At the end of The Divine Comedy, after Dante has passed through heaven and now bears witness to the Holy Trinity, he refers to geometry:
As the geometer who sets himself
To square the circle and who cannot find,
For all his thought, the principle he needs,
Just so was I on seeing this new vision.
For Nicole Jones, who started at Brown as a physics major, the verses pointed to a little considered aspect of the great poet: that he was skilled in mathematics. When he lived, in the thirteenth and fourteenth centuries, the modern divide between the humanities and the sciences was nonexistent. Dante developed numerous theories about the natural sciences even as he wrote literary masterpieces. The Divine Comedy “is just this giant encyclopedia,” says Jones. “You realize how brilliant he was.”
Jones, who was born in the United States but grew up in Australia, remembers that when she was three years old, her parents decided “they wanted an adventure,” and so they moved Down Under and never returned. When it was time for college, Jones was accepted at the University of Sydney, but she decided it wasn’t the right fit. In Australia, students declare their majors before they start school, and that didn’t suit her.
“The system,” she says, “caters to country-fueling jobs—lawyers, accountants, doctors, and engineers. I knew from the beginning that I wanted to be in a place where I could say, ‘Okay, I want to do physics for two years and then decide I want to write about Dante.’”
In the fall of her sophomore year, Jones took a semester off to live in Florence and study music and Italian. During her junior year, back at Brown and now fluent in Italian, she delved into Italy’s literature. At this point, she said, she began “looking for a cool project to do” and hit upon the idea of studying Dante and geometry. With funding from the Brown International Scholars Program, she spent her summer holed up at the National Central Library in Florence, reading critical works from the Renaissance on Dante’s mathematics.
Since ancient times, so-called geometers—mathematicians who studied geometry—had fretted over the problem of “squaring the circle”: devising a square whose area would be the same as that of a circle. By the 1300s, no one had been able to do it. Dante saw the problem as beyond man’s capacity to solve, akin to the theological problem of how Christ could be both man and God. Jones used Dante’s view of this unsolved geometrical puzzle to analyze the poet’s view of the mystery of the Divine Being.
“The failure [to square the circle] emphasizes the division between God and man,” Jones wrote in her senior thesis, “and offers a language through which to conceptualize the distinct journeys of the pilgrim and poet as they approach God. Geometry serves to explain the ending of the Commedia, where Dante reaches harmony with God and with himself, embodying the symbolic and metaphysical rota of the cosmos.”
In the fall, Jones will enter the comparative literature PhD program at UC Berkeley.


> _Work to be completed_
When you copy the data, keep every word exactly as it is and leave the pictures out.

※

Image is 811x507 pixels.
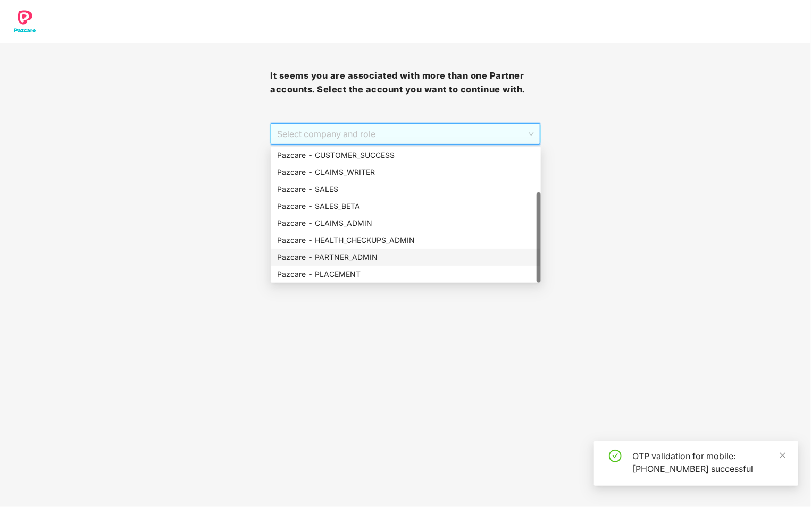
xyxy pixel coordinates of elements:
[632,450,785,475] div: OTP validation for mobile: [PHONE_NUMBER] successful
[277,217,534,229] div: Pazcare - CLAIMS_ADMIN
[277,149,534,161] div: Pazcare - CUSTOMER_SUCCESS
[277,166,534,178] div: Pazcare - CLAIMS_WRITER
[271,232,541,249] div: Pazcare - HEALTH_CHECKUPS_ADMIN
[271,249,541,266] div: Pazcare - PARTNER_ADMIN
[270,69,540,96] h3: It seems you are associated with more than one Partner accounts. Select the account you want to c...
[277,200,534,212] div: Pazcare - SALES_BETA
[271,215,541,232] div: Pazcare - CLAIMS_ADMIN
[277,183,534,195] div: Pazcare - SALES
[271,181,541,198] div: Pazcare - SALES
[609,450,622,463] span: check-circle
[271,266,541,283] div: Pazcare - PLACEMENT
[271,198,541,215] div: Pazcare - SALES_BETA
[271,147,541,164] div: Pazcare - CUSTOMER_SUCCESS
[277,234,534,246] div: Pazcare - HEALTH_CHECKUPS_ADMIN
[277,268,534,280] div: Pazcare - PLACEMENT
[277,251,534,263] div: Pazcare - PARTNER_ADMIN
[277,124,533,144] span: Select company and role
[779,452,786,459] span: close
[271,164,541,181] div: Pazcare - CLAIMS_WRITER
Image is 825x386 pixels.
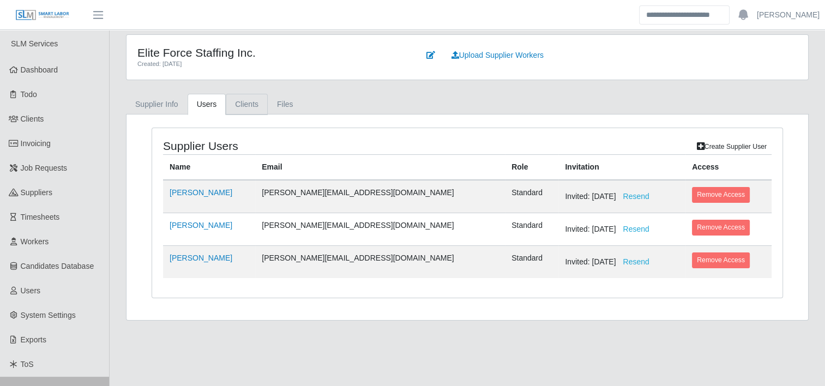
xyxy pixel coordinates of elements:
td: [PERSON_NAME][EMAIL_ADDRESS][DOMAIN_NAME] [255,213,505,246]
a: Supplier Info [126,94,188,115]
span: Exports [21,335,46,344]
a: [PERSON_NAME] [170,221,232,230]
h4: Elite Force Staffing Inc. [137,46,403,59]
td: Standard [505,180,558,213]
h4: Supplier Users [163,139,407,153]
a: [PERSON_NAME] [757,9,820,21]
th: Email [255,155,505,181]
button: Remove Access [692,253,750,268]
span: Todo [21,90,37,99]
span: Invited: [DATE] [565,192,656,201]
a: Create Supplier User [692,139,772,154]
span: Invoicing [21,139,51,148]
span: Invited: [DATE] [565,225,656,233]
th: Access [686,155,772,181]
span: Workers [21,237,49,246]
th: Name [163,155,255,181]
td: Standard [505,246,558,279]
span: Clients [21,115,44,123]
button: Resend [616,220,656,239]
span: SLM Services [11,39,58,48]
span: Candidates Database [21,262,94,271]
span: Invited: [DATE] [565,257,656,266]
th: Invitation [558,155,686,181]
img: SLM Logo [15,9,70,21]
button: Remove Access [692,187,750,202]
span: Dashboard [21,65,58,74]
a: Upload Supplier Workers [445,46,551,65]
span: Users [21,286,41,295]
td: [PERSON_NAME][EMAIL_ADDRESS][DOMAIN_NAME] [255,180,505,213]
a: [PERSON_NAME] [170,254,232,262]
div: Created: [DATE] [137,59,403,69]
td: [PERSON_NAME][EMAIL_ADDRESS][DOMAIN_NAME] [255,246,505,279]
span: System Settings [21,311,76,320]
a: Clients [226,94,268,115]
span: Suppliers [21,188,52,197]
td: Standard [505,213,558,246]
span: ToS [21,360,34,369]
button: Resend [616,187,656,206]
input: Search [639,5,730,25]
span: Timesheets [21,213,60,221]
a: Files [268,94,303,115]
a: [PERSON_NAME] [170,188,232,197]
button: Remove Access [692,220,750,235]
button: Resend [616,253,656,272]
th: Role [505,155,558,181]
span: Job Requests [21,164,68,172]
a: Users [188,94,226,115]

※

> _Output below_
Image is 811x507 pixels.
xyxy pixel coordinates of elements:
[632,450,785,475] div: OTP validation for mobile: [PHONE_NUMBER] successful
[277,217,534,229] div: Pazcare - CLAIMS_ADMIN
[277,149,534,161] div: Pazcare - CUSTOMER_SUCCESS
[277,166,534,178] div: Pazcare - CLAIMS_WRITER
[271,232,541,249] div: Pazcare - HEALTH_CHECKUPS_ADMIN
[271,249,541,266] div: Pazcare - PARTNER_ADMIN
[270,69,540,96] h3: It seems you are associated with more than one Partner accounts. Select the account you want to c...
[277,200,534,212] div: Pazcare - SALES_BETA
[271,215,541,232] div: Pazcare - CLAIMS_ADMIN
[277,183,534,195] div: Pazcare - SALES
[271,181,541,198] div: Pazcare - SALES
[609,450,622,463] span: check-circle
[271,266,541,283] div: Pazcare - PLACEMENT
[271,198,541,215] div: Pazcare - SALES_BETA
[271,147,541,164] div: Pazcare - CUSTOMER_SUCCESS
[277,234,534,246] div: Pazcare - HEALTH_CHECKUPS_ADMIN
[277,268,534,280] div: Pazcare - PLACEMENT
[277,251,534,263] div: Pazcare - PARTNER_ADMIN
[277,124,533,144] span: Select company and role
[779,452,786,459] span: close
[271,164,541,181] div: Pazcare - CLAIMS_WRITER
Image is 825x386 pixels.
xyxy pixel coordinates of elements:
td: [PERSON_NAME][EMAIL_ADDRESS][DOMAIN_NAME] [255,213,505,246]
a: Supplier Info [126,94,188,115]
span: Exports [21,335,46,344]
a: [PERSON_NAME] [170,221,232,230]
h4: Elite Force Staffing Inc. [137,46,403,59]
td: Standard [505,180,558,213]
h4: Supplier Users [163,139,407,153]
a: [PERSON_NAME] [757,9,820,21]
th: Email [255,155,505,181]
button: Remove Access [692,253,750,268]
span: Todo [21,90,37,99]
span: Invited: [DATE] [565,192,656,201]
a: Create Supplier User [692,139,772,154]
span: Invoicing [21,139,51,148]
span: Invited: [DATE] [565,225,656,233]
th: Access [686,155,772,181]
span: Workers [21,237,49,246]
th: Name [163,155,255,181]
td: Standard [505,246,558,279]
span: Clients [21,115,44,123]
button: Resend [616,220,656,239]
span: SLM Services [11,39,58,48]
span: Candidates Database [21,262,94,271]
span: Invited: [DATE] [565,257,656,266]
th: Invitation [558,155,686,181]
img: SLM Logo [15,9,70,21]
button: Remove Access [692,187,750,202]
span: Dashboard [21,65,58,74]
a: Upload Supplier Workers [445,46,551,65]
span: Users [21,286,41,295]
td: [PERSON_NAME][EMAIL_ADDRESS][DOMAIN_NAME] [255,180,505,213]
a: [PERSON_NAME] [170,254,232,262]
div: Created: [DATE] [137,59,403,69]
td: [PERSON_NAME][EMAIL_ADDRESS][DOMAIN_NAME] [255,246,505,279]
span: System Settings [21,311,76,320]
a: Clients [226,94,268,115]
span: Suppliers [21,188,52,197]
td: Standard [505,213,558,246]
span: ToS [21,360,34,369]
button: Resend [616,187,656,206]
input: Search [639,5,730,25]
span: Timesheets [21,213,60,221]
a: Files [268,94,303,115]
a: [PERSON_NAME] [170,188,232,197]
button: Remove Access [692,220,750,235]
button: Resend [616,253,656,272]
th: Role [505,155,558,181]
span: Job Requests [21,164,68,172]
a: Users [188,94,226,115]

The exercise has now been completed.